Lukashenko: I don’t intend to give order to border guards to protect EU from migration
The issue of migration is used by the West to put pressure on Belarus – as stated by President of Belarus Aleksandr Lukashenko during today’s solemn meeting dedicated to Independence Day
The Head of State explained, “Why am I bringing up this issue? Because it (this migration) is being used today to put pressure on us in the West. Our ‘friends’, our closest neighbours, the Polish leadership, especially persist in this. They have already got to the point (we received this information) that President Duda went to Xi Jinping to complain about Lukashenko, asking the Chinese leader ‘to use his influence on Lukashenko, on Putin, so that they stop this migration’.
Aleksandr Lukashenko once again recalled what he had already said more than once, “In order to answer the question of migration, it is necessary to ask simple questions: from where, to where and why. People are fleeing from those countries that the Americans and their allies have destroyed. We know this, we see who is running through Belarus. These are poor residents of Afghanistan, who sell everything in their home country for nothing, accumulate several thousand US Dollars and run away.”
The President answered the question of why migrants need money. In order, in particular, to pay those who help them in Belarus: taxi drivers, private carriers, etc.
“But the main thing is to pay Poles to go further to Germany. They aren’t fleeing to Poland. They aren’t running to these befuddled Lithuanian politicians. They’re going to Germany. Why are they going there? Because they were invited there once. You remember that. Well, if you have invited them, then arrange everything for them now. There is no one to work there anymore. Everyone is shouting that we already have a shortage of labour in Russia. Well, there is a certain tension on the labour market. There is practically no unemployment in Russia. You have invited them, so they’re coming to you. They’re not coming to us.”
The Head of State recalled co-operation with the West during the pre-sanctions times ‘up to the point when a readmission agreement was signed’, “If they run there from us, through us, we take them back. We were liaising with them. They were building facilities where we could accommodate these people. Then they abandoned all this, saying that ‘we don’t need it’. Okay, you don’t this. Do I need this? Should I create a ‘distribution centre’ in Belarus on this piece of land? I don’t need that either. I talked about this two or three years ago, when they started escalating with these sanctions against Belarus and Russia. We will not hold them back.”
According to Aleksandr Lukashenko, the situation was aggravated by the Ukrainian factor, “Who will go through the front to this vaunted Germany? Nobody. That’s how it turned out that everything converged on Belarus along the land border. I said it bluntly: we’re not going to catch them here. Our job is to ensure the safety of our people.”
At the same time, the President drew attention to the fact that Belarusian citizens do not feel the aggravation of the migration crisis, “I don’t think you’ve noticed much that someone is interfering with our lives, including those poor refugees with children fleeing from the East.”

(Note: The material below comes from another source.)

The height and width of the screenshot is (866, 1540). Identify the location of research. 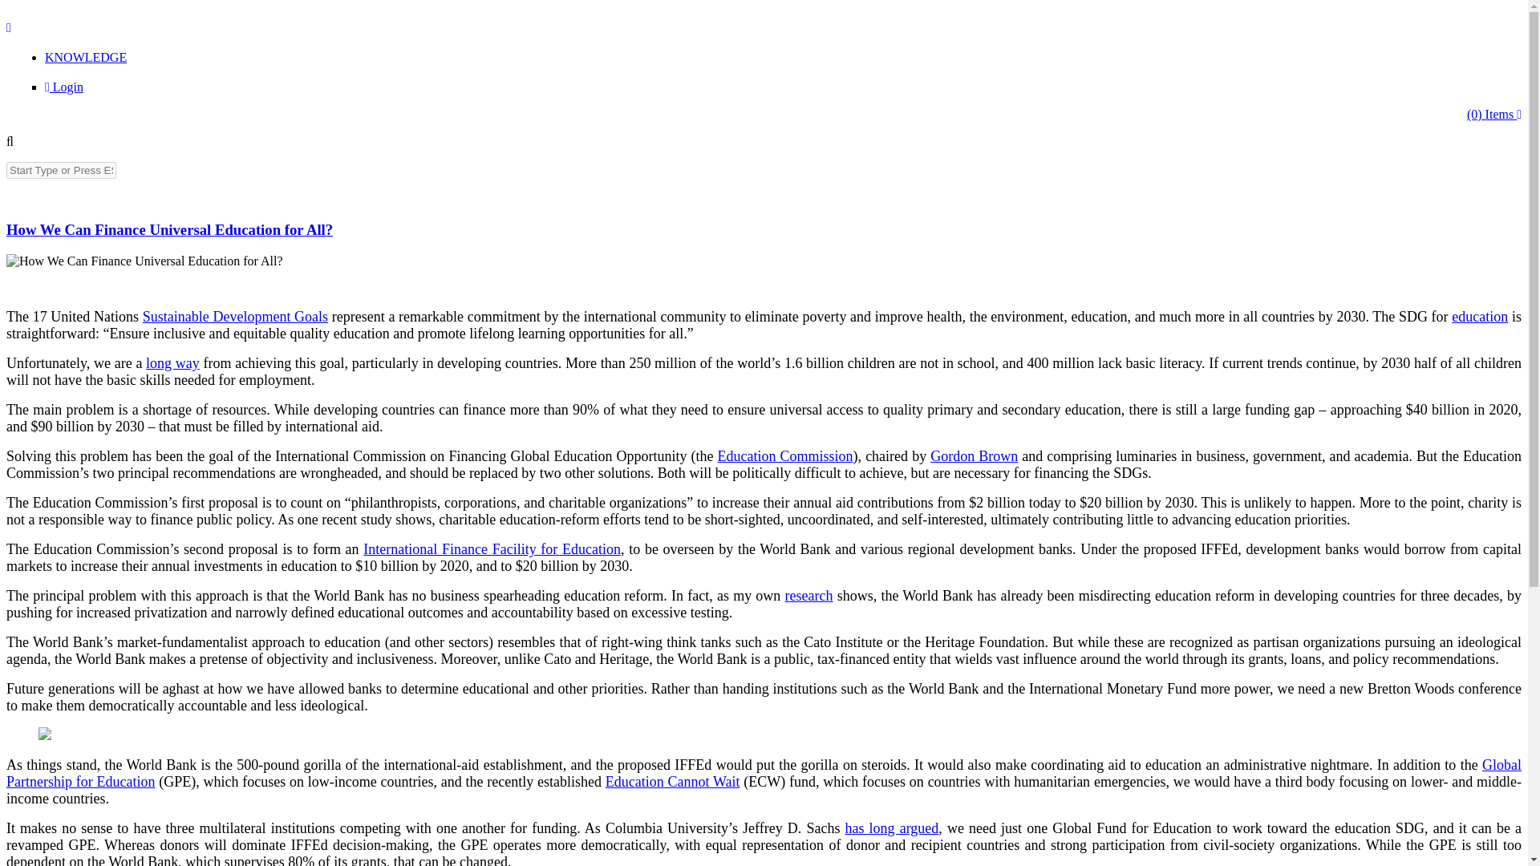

The Head of State summarised, “Do you remember this epic with refugees, when they were watered in winter by the vaunted democrats, when they were beaten, and now they are just being killed there and thrown to our border. We are already tired of demonstrating all these facts. Where is European democracy? Where are these Americans who stand up for human rights? Why are people being killed? Why are children and women being killed? They’re coming to you. You’ve ruined their homes. You have invited them there, they’re coming. Why are you killing them? The God will ask. If there is one, he sees it.”
The President pointed out a key circumstance, “Most important is that I do not intend to give orders to border guards, military and other civilians to protect the European Union on the Belarusian-Polish border. You’ve put a noose around our neck, strangle us and force us to protect you from these poor people.”
At the same time, the Western neighbours’ own protective measures don’t give any results, “Well, you’ve built a fence. I warned that this would not deter these migrants. They climb over this fence from above within a few minutes. Yesterday the Polish leadership said that they [migrants] push fence posts with a jack and enter in crowds. They’re being killed there. They’re being shot at there. That’s the whole migration. It will not be possible to use migration flows against us. We, our journalists, must show this truth about migration flows even more widely.”